The Red Cars and L.A.’s Transportation Past

USC Digital Library

Photographers from the Dick Whittington Studio captured dramatic changes to L.A.’s built environment from the mid-1920s until the studio ended operations in 1987. Some of the starkest transformations were seen in Southern California’s roads and freeways—and rail lines that once spanned 1,100 miles to connect neighborhoods and communities throughout the region.

The Pacific Electric Company—operators of the famous “Red Car” network of streetcars and buses—was a frequent Whittington Studio client. As explored by “Who Killed the Red Car,” the premiere episode of season five of the Emmy-winning USC Libraries and KCET series Lost LA, the company’s electric railway system was the world’s largest during the 1920s.

During L.A.’s World War II-era population boom, as workers from throughout the U.S. filled the Southland’s defense factories, the Red Cars saw tremendous growth in ridership. With wartime rationing of gasoline and rubber, L.A. residents depended on the Red Cars more than ever—and ridership peaked at 300,000 rides per day and 100 million rides annually.

By the mid-1950s, however, the storied mass transit lines had been dismantled, and the Red Cars were discarded in heaps on Terminal Island. The fate of the Red Cars was inextricable from L.A.’s postwar car culture. During the 1950s, L.A. expanded its freeways and organized its streets and other features of its built environment to better support the car—and personal, rather than public, transportation.

The Whittington photographers capture another time and another transportation reality prior to the 1950s. Thanks to a generous grant from the National Historical Publications and Records Commission (NHPRC), the USC Libraries are digitizing 37,000 photographic negatives created by Whittington photographers during the 1930s and 1940s.

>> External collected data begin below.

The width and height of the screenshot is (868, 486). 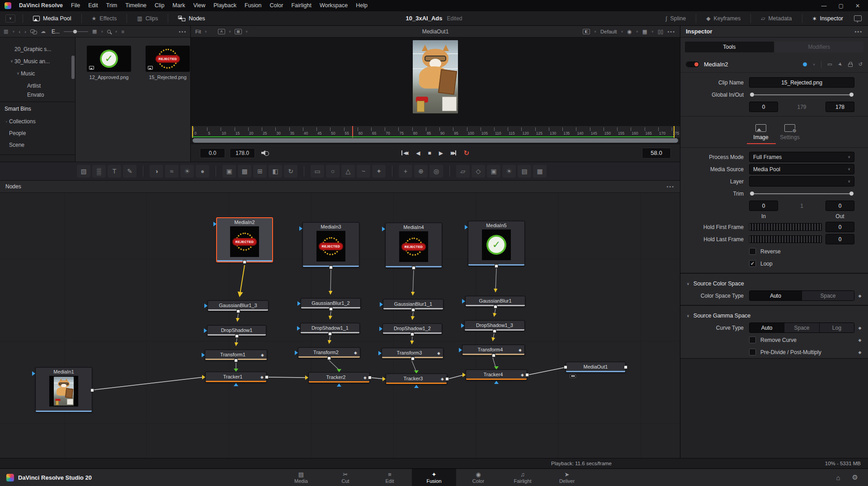 What do you see at coordinates (840, 107) in the screenshot?
I see `global-out-field: 178` at bounding box center [840, 107].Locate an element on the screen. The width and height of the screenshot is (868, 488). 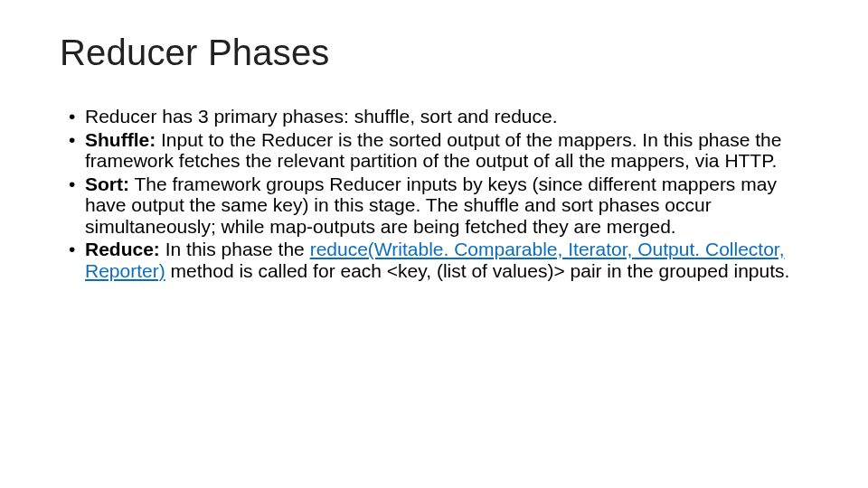
bullet-label: Shuffle: is located at coordinates (120, 139).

Included in the newly published photographs from the NHPRC-supported project are Pacific Electric cars and buses, street scenes throughout the Los Angeles region, and the Arroyo Seco Parkway—better known as the 110 Freeway—just after its last stretches were completed in 1941. Also included are images of dream cars like John Cobb’s flying saucer-like Railton Special that set a land speed record of 369.7 miles per hour in 1939.